The left-liberal blogosphere [1] has been in hyper-drive critiquing Bush's SOTU address [2] since last night. As I'm teaching a class on US empire, I couldn't resist having my students read it. One of our questions: the particular distortions and factual errors of Bush's address aside (see the Institute for Public Accuracy's fisking [3]), how different was his imperial rhetoric from Presidential speeches of yore?
Bush's talk began and ended with references to America's "historic long-term goal," its "destiny" to "seek the end of tyranny in our world." In doing so, Bush followed the long historical arc that begins with Jefferson's memorable characterization [4] of the United States as "an empire for liberty." I won't subject you all to my lecture, but merely point out that President Clinton likewise linked U.S. hegemony with our "timeless" mission to spread freedom in his first inaugural address [5].
A hard question the left has yet to take up fully is: What came before and what comes after this particularly noxious imperial presidency? As JoAnn Wypijewski [6] points out in her brilliant article for Harper's [7] on torture and the Abu Ghraib trials, so many left-liberals romanticize the U.S. pre-Bush. I think the kicker to her piece is particularly powerful:
We are moved by arguments to assign responsibility up the chain of command; to reaffirm the Geneva Conventions and the Law of Land Warfare; to establish clear rules in Congress limiting the CIA, foreclosing "black" operations, stipulating the rights and treatment of prisoners; to shut down Guantanamo and the global gulag; to drive Bush and Cheney and their cohort from office; in other words, to set America right again, on course as it was after the Vietnam War, a chastened empire still wielding a fearsome arsenal but with liberal intentions. We have not yet learned to pull up the orchard, to forsake the poisoned ground.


Examine the records and identify each line that includes the string "large". Copy those lines.

* * *

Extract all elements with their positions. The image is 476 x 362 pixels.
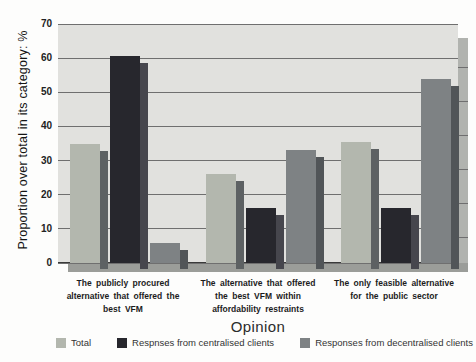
figure-3d-bar-chart: Proportion over total in its category: %…: [0, 0, 476, 362]
legend-swatch-icon: [117, 338, 127, 348]
category-label-2: The only feasible alternative for the pu…: [319, 277, 469, 303]
wall-gridline-10: [458, 237, 468, 238]
wall-gridline-50: [458, 101, 468, 102]
wall-gridline-20: [458, 203, 468, 204]
bar-shadow: [451, 86, 459, 269]
wall-gridline-60: [458, 67, 468, 68]
y-tick-label-20: 20: [28, 189, 52, 200]
bar-shadow: [411, 215, 419, 269]
bar-series-0-group-0: [70, 144, 100, 264]
bar-series-1-group-0: [110, 56, 140, 263]
y-tick-label-10: 10: [28, 223, 52, 234]
bar-shadow: [180, 250, 188, 269]
bar-shadow: [236, 181, 244, 269]
wall-gridline-40: [458, 135, 468, 136]
legend-swatch-icon: [300, 338, 310, 348]
bar-shadow: [371, 149, 379, 269]
y-tick-label-40: 40: [28, 120, 52, 131]
legend-item-0: Total: [56, 337, 91, 348]
legend: TotalRespnses from centralised clientsRe…: [56, 337, 473, 348]
chart-area: Proportion over total in its category: %…: [0, 0, 476, 362]
y-tick-label-60: 60: [28, 52, 52, 63]
y-tick-label-0: 0: [28, 257, 52, 268]
legend-item-1: Respnses from centralised clients: [117, 337, 274, 348]
bar-series-2-group-1: [286, 150, 316, 263]
gridline-70: [58, 24, 458, 25]
y-tick-label-50: 50: [28, 86, 52, 97]
wall-gridline-30: [458, 169, 468, 170]
bar-shadow: [140, 63, 148, 269]
bar-series-1-group-2: [381, 208, 411, 263]
plot-floor: [68, 263, 468, 272]
bar-series-2-group-2: [421, 79, 451, 263]
bar-shadow: [100, 151, 108, 270]
legend-label: Respnses from centralised clients: [132, 337, 274, 348]
y-tick-label-30: 30: [28, 155, 52, 166]
legend-swatch-icon: [56, 338, 66, 348]
legend-label: Total: [71, 337, 91, 348]
bar-shadow: [316, 157, 324, 269]
category-label-1: The alternative that offered the best VF…: [183, 277, 333, 316]
bar-series-0-group-2: [341, 142, 371, 263]
x-axis-title: Opinion: [188, 318, 328, 335]
bar-series-2-group-0: [150, 243, 180, 263]
bar-series-0-group-1: [206, 174, 236, 263]
y-tick-label-70: 70: [28, 18, 52, 29]
legend-label: Responses from decentralised clients: [315, 337, 473, 348]
bar-series-1-group-1: [246, 208, 276, 263]
legend-item-2: Responses from decentralised clients: [300, 337, 473, 348]
category-label-0: The publicly procured alternative that o…: [48, 277, 198, 316]
bar-shadow: [276, 215, 284, 269]
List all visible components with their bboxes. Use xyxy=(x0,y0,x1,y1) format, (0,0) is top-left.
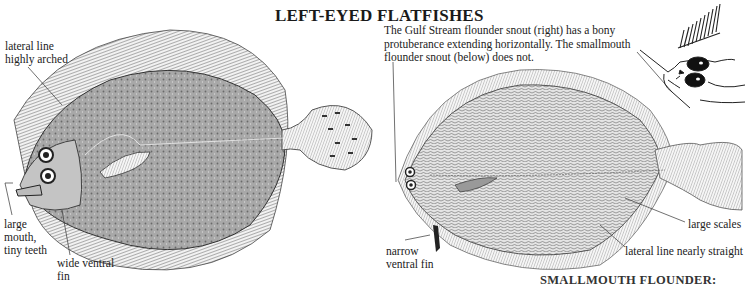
label-wide-ventral-fin: wide ventral fin xyxy=(57,257,117,283)
snout-comparison-note: The Gulf Stream flounder snout (right) h… xyxy=(384,24,634,65)
label-narrow-ventral-fin: narrow ventral fin xyxy=(386,245,446,271)
bottom-caption-partial: SMALLMOUTH FLOUNDER: xyxy=(540,273,717,285)
right-fish-illustration xyxy=(398,70,742,270)
label-large-scales: large scales xyxy=(688,218,741,231)
snout-inset-illustration xyxy=(640,4,745,108)
label-lateral-line-straight: lateral line nearly straight xyxy=(625,245,743,258)
label-large-mouth: large mouth, tiny teeth xyxy=(4,218,54,257)
label-lateral-line-arched: lateral line highly arched xyxy=(5,40,80,66)
left-fish-illustration xyxy=(14,30,372,270)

* * *

▶ _RESPONSE TO THIS TASK_
label-large-scales: large scales xyxy=(688,218,741,231)
label-large-mouth: large mouth, tiny teeth xyxy=(4,218,54,257)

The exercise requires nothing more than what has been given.